The Money Mistake You Dont Know Youre Making

Life's a game, but that doesn't make it easy. Source: Wikimedia Commons.

Let's say you enter two lotteries with a chance to win $250. In one, you have a 5% chance of winning; in the other, you have a 30% chance. Now let's say you're faced with two scenarios:

  • You can improve your chances of winning the first lottery from 5% to 10%.
  • You can improve your chances of winning the second lottery from 30% to 35%.

Which one seems like the more significant change?

Even though they're both the same in terms of the actual change, most people consider the first option to be more significant. Why? And, more importantly, how does that affect your finances?
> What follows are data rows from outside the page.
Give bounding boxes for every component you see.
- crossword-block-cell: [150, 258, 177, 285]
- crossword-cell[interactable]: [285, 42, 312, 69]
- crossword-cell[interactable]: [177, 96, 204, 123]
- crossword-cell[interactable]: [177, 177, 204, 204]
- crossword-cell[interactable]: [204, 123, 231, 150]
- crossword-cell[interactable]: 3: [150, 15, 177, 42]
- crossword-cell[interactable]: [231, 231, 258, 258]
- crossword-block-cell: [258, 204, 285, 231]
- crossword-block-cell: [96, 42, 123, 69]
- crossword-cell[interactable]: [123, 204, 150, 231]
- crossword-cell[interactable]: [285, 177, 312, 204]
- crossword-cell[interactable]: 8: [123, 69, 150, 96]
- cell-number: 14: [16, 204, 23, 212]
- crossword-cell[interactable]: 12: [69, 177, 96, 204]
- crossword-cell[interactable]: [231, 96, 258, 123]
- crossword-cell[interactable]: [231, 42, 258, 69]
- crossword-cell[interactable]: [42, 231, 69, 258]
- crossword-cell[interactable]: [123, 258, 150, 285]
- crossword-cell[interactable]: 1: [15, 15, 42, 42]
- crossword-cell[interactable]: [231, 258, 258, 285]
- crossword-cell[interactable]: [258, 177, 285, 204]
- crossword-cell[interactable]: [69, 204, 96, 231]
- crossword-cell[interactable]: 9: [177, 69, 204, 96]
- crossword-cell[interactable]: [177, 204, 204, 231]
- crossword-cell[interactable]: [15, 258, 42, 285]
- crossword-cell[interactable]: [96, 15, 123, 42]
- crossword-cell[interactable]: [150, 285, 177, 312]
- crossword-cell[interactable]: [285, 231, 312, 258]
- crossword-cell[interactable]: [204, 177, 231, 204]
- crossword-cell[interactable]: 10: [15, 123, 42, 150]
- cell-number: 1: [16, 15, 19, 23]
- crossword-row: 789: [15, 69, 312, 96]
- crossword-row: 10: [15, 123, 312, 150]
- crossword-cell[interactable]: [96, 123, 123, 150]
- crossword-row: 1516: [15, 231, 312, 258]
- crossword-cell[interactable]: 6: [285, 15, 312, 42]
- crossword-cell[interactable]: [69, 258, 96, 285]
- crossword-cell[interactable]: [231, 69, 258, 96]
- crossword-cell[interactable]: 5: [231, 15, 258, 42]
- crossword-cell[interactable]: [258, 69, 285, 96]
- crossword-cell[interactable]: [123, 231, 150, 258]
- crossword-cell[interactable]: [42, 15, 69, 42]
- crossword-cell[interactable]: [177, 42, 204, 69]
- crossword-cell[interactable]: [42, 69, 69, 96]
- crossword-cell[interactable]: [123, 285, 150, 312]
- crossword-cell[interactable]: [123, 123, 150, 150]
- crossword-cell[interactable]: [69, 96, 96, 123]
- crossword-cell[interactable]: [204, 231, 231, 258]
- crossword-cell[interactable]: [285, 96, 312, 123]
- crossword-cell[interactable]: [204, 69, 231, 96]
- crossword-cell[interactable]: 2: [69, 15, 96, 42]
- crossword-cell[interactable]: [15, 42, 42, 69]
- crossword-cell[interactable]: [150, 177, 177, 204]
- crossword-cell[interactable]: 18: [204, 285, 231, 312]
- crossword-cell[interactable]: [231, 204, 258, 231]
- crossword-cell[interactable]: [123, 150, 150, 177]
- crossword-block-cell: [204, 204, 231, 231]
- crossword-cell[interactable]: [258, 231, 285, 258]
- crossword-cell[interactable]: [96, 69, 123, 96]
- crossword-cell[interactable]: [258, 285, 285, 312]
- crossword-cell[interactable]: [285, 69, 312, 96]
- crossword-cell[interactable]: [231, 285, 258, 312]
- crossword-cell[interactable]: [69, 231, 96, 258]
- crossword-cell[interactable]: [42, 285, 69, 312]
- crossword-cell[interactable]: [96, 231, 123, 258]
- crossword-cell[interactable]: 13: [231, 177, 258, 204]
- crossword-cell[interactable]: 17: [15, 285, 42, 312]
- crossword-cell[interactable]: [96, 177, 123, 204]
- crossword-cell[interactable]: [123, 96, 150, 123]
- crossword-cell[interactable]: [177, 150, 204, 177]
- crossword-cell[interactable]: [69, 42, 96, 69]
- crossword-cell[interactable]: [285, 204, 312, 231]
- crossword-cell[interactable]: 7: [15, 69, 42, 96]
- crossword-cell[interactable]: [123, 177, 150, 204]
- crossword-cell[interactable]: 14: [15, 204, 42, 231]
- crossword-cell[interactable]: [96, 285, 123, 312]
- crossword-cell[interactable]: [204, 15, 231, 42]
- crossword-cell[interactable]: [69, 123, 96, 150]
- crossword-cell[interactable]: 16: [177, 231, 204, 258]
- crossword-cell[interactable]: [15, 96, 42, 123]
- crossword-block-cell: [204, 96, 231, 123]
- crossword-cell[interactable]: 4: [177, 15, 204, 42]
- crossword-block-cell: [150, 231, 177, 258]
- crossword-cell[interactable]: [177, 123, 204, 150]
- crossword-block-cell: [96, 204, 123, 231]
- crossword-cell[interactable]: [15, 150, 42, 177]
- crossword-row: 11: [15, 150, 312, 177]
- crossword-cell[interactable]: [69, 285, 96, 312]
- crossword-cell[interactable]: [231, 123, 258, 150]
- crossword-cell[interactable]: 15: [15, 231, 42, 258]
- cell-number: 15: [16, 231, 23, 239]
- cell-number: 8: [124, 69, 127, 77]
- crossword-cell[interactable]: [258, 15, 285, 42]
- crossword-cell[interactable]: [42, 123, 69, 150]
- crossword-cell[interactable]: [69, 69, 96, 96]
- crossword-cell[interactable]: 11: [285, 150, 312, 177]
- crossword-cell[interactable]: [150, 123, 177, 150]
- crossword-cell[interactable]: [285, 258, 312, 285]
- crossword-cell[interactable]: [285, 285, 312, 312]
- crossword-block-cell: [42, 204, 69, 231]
Prospect theoryOne of the keystone theories of behavioral finance is prospect theory, first identified by Daniel Kahneman and Amos Tversky. These researchers found that people uniformly violate the classic economic models of decision making under risk: namely, we tend to feel the pain of loss more than we feel the pleasure of gains, and we don't make decisions based on pure probability. Instead, we assign "weights" to various outcomes that are based on our perceptions of those probabilities.

Those perceptions, as you have probably guessed, aren't always in line with reality.

For example, for most people the difference between a 5% and 10% chance is much larger than the difference between a 30% and 35% chance.

Take another example: If you had a 5% chance of losing $10,000 or a 100% chance of losing $501, which would you choose? According to standard economic theory, you should pick the 5% risk because the expected value is lower (the usual method of weighting would be to multiply the probability by the value of the loss, which gives you $500).

However, in experiments most people pick the sure loss. In other words, they overweight the small risk. Similarly, when given the option between a 5% chance of winning $10,000 (expected value $500) versus a sure chance of winning $501, they tend to take the risk. At a low probability we're too concerned with low probabilities and not concerned enough with high probabilities.

It looks kind of like this:

If we're thinking "purely" rationally, we should give an equal weight to each probability -- a 5% chance should be considered a 5% chance, and a 95% chance should be considered a 95% chance. In reality, we tend to overweight the low probabilities, meaning in our heads they are more important or of greater value than they actually are, and we underweight high probabilities.

The economic falloutWhat does all this have to do with finance? Consider the case of insurance.

For example, we tend to be a bit overeager in buying insurance for items such as cell phones. If your relatively inexpensive cell phone has a small chance of breaking, it almost certainly doesn't make sense to insure it. But electronics insurance is a very brisk and profitable business for electronics stores. In this case, we're overweighting and thus overinsuring against a low-probability and low-cost event and being overly risk averse.

Similarly, it's common for retirees to hold life insurance policies rather than annuities. As we age in retirement, the benefits of life insurance decrease and the costs increase. After all, the probability of cashing the policy only rises over time. Death in retirement is a high-probability and low-cost event -- especially when compared to death in one's 40s or when the children are young. In other words, retirees are risk-seeking in terms of the potential gains of a life insurance policy when they would generally be better off reducing the risk of outliving their savings by buying an annuity.

These are just two areas where our perceptions of risk mess up our analyses of it. While your iPhone insurance might not set you back so much, the cost of underinsuring your older age (or underinsuring yourself in your working years) could come at a very high price indeed.

For better decision making, realize that your perception of risk might be affecting your calculation of it. Instead of just going with your gut, think about the probabilities involved and the numbers involved -- even if you're just estimating, this will help dial back some of the decision-making biases that could be affecting your judgment.